There is also an RAF memorial stone just above the beach.  There must have been RAF activity here during the War.

We now had a road to follow, all the way along the coast to Oban.  We caught glimpses of the sea through the trees, and looked back at the cliffs we hadn’t walked over because there was no path.
We could see islands further out, and a lighthouse shimmering on one of them.  We passed a tent on a piece of derelict land — a bit of wild camping there!  (I’m glad we no longer sleep in a tent — the caravan is warm, comfortable and has an indoor toilet!)

High on the cliff lies Dunollie Castle, an ivy-clad ruin these days.  There has been a fort on the site since the 6th century, but the castle wasn’t built until the 13th.  It was owned and lived in by the MacDougall clan who still own the site.  The family moved out into a nearby manor house in the 18th century.  Apparently the Gaelic language was first brought to shore at this point — the present day Scots, of course, originally hailed from Ireland routing the original inhabitants of Scotland, the Picts (Painted Ones).  Hence the Scottish Gallic and Irish Gaelic are very similar languages.  Whatever happened to the Picts?

Another thing of interest about this place is that the passage between the mainland and the island of Kerrera is narrow and fairly shallow by Dunollie Castle.  In the time of cattle droving the poor cows were ferried from Mull to Kerrera, and then forced to swim from Kerrera to the mainland, landing on this point.  “Those that survived” (!) were driven on to markets in Falkirk, Stirling and Crieff.

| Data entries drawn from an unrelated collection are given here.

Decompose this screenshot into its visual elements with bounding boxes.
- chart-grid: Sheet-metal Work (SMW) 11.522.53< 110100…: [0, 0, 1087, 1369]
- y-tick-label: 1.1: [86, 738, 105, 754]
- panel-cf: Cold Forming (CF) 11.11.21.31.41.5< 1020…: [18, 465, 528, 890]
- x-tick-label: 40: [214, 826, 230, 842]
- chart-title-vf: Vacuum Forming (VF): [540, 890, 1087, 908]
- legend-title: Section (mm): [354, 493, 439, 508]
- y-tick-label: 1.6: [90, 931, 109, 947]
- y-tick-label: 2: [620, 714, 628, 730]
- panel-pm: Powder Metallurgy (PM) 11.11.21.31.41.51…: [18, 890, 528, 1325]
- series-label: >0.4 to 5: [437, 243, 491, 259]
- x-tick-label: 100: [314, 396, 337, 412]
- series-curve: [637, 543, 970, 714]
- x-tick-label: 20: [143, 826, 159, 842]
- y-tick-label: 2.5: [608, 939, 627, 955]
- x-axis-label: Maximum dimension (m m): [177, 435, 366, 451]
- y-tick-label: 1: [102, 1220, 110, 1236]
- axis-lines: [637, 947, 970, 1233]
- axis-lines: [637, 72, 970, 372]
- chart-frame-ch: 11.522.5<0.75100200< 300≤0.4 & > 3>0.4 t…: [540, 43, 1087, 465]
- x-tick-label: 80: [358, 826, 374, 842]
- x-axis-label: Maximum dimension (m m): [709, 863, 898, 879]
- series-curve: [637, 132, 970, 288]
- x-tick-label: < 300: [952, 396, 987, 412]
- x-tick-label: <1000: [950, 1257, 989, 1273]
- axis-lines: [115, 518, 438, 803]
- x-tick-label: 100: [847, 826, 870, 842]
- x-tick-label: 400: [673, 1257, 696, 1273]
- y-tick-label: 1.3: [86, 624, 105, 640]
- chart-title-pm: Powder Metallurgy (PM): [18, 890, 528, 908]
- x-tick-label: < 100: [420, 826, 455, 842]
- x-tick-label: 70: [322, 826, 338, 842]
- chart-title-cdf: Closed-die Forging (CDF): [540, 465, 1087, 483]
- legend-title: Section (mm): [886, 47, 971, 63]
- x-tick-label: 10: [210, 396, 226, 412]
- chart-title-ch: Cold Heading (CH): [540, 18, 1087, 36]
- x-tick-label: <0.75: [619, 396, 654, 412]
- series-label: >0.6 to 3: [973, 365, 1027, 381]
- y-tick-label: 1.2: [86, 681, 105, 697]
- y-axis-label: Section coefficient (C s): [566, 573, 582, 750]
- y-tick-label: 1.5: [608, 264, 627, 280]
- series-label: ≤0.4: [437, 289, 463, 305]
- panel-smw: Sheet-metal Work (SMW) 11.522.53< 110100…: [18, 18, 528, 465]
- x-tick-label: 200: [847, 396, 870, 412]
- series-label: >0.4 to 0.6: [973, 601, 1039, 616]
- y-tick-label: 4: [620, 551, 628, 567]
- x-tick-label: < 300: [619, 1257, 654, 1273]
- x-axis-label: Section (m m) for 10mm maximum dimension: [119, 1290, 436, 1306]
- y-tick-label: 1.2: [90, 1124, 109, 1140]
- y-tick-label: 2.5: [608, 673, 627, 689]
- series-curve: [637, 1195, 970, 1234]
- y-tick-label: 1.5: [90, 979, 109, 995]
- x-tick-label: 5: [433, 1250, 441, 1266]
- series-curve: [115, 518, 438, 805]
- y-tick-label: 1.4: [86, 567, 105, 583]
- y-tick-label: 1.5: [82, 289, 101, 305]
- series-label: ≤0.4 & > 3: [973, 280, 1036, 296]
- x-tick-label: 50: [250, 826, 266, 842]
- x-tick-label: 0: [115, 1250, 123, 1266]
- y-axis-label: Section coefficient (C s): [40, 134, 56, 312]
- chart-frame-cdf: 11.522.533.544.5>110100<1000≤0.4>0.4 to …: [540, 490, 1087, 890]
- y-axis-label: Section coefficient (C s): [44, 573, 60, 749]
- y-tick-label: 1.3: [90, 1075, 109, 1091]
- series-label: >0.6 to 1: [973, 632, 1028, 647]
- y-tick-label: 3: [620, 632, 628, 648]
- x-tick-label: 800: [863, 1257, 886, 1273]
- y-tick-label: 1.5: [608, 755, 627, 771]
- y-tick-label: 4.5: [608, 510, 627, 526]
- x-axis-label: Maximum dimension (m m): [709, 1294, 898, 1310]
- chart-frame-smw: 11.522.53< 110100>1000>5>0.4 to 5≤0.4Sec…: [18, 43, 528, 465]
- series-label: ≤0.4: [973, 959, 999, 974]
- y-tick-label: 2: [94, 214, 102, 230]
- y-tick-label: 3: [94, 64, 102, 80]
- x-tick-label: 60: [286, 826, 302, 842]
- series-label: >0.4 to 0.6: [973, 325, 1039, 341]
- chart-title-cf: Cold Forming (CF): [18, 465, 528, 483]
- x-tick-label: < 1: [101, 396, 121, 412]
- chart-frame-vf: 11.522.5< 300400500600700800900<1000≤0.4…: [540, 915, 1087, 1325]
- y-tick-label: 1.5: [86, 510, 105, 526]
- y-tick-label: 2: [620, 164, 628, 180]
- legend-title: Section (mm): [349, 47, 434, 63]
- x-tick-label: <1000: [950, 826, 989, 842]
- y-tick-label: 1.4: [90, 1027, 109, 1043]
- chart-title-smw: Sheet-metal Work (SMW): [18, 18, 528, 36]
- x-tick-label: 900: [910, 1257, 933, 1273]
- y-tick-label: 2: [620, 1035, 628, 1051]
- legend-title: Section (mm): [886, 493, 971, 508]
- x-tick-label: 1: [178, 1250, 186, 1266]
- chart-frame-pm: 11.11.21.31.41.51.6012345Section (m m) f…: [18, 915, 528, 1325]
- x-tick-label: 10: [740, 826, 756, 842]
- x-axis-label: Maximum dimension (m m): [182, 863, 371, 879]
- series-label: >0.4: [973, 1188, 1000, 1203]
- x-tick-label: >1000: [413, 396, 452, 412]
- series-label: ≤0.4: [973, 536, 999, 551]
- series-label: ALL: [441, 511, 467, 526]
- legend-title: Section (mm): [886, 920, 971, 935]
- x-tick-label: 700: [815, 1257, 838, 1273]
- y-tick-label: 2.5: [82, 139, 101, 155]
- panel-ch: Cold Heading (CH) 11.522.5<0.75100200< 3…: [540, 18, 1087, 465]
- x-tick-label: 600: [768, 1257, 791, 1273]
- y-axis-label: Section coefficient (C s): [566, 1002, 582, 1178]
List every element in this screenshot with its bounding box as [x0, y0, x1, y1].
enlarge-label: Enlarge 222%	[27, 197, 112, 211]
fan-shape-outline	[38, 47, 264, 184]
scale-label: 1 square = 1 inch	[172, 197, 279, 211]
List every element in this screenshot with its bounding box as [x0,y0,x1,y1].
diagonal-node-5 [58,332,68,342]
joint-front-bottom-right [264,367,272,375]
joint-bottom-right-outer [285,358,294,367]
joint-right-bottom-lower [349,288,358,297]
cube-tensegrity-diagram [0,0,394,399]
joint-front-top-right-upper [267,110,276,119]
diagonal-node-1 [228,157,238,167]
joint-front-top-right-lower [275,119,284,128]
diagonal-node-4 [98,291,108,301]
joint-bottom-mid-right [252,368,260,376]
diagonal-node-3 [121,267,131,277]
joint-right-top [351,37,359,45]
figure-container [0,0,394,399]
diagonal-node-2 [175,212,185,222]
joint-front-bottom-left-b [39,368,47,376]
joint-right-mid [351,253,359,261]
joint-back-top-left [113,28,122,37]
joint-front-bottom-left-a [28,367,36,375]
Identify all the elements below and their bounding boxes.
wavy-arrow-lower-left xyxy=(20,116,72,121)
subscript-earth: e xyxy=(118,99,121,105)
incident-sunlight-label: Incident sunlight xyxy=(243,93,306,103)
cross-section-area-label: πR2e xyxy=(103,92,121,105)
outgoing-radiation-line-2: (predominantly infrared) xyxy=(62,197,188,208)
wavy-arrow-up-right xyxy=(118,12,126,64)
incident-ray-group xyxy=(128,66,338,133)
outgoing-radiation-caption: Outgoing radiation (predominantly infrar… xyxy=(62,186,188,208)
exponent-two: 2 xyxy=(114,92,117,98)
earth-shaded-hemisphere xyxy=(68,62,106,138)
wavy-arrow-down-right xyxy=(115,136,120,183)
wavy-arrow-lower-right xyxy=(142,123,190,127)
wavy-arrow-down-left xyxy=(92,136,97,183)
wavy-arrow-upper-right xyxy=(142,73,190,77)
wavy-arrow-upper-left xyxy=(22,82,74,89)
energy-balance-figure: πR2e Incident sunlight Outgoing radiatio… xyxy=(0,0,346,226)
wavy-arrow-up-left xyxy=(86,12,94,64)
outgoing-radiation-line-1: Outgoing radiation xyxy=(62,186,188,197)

Then there is the ‘Dog Stone’, a big lump of conglomerate dumped here more than 400million years ago, then shaped by the freezing and thawing actions of the last Ice Age.  No!  The true explanation for this extraordinary stone is that the ancient heroic warrior of Celtic mythology, Fionn MacCumhail (Fingal), used to chain his massive dog, Bran, to this stone.  As the desperate animal circled and struggled to free itself, it wore a groove around the rock with its colossal chain.  On a wild and windy night you can still hear its ghostly howls……

   And so we walked on to Oban itself, past a low-light lighthouse and the town War Memorial.
We tried to get into the Catholic Cathedral, built only in the 1930s, but it was closed for refurbishment.  We carried on into this very pretty ferry port which was bathed in glorious sunshine that afternoon.  We have visited Oban several times before, but that was the first and only time the sky wasn’t slate-grey with rain teeming down in stair-rods.  Sunshine quite transformed the place!

We were pleased we had been able to walk the correct coastal route from Dunbeg to Oban, even if we did have to do it out of sync.  We blame the Ordnance Survey entirely for that — GET YOUR MAPS UP TO DATE!